However, Bad Girl suffers from its own authenticity. The fragmented style becomes exhausting by the midway point. Just when a narrative thread begins to form—a potential redemption arc with a sympathetic art teacher, or a genuine friendship with a fellow delinquent named Dove—the book deliberately burns it down. While this is thematically consistent (chaos resists narrative), it makes for frustrating reading.
Where the book excels is its unapologetic voice. Riley is not a secret sweetheart. She is manipulative, angry, and often cruel. She steals from friends who try to help her and mocks the concept of therapy. This refusal to sanitize teenage delinquency is the work’s greatest strength. The prose is jagged and visceral; one passage about shoplifting a pack of cigarettes while dissociating from her own body is as good as anything in Denis Johnson’s Jesus’ Son .
The author clearly understands the psychology of a girl who has weaponized her own vulnerability. The chapters set in juvie, particularly a brutal scene involving a riot over a pair of sneakers, are pulse-poundingly real. You won’t find a “very special episode” moral here. Bad Girl- Confessions Of A Teenage Delinquent
Rating: ★★★☆☆ (3.5/5)
Bad Girl: Confessions of a Teenage Delinquent is not an easy read.

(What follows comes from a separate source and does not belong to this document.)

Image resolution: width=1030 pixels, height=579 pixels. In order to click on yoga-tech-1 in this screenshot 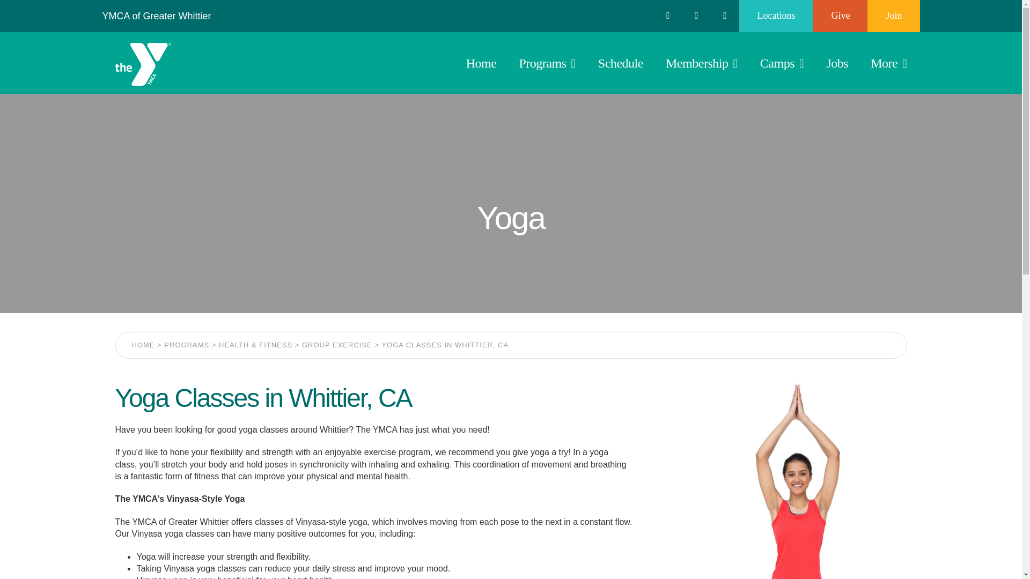, I will do `click(785, 481)`.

It will trigger content warnings for self-harm, substance abuse, and sexual assault. It will also anger readers looking for a neat lesson about “finding your light.” However, Bad Girl suffers from its own authenticity
Fans of We Need to Talk About Kevin , true-crime psychology, and anyone who has ever wondered what happens before the arrest. Not recommended for: Those seeking trigger-free comfort reads, linear plots, or a protagonist you’d want to babysit your kids.
But for those willing to sit in the muck of a teenager’s worst impulses, the book offers something rare: a mirror held up to the delinquent not as a caricature, but as a fully realized, broken human being. It is a flawed, messy, and important scream into the void. She is manipulative, angry, and often cruel
The story follows 16-year-old Riley “Riot” McKenna over one school year in a decaying rust-belt town. After a petty theft escalates into arson, Riley is shunted between a neglectful mother’s trailer, a revolving door of foster homes, and a juvenile detention center that feels less like rehabilitation and more like a crime academy. The “confessions” are told in fragmented diary entries, court transcripts, and raw, second-person monologues directed at an absent father.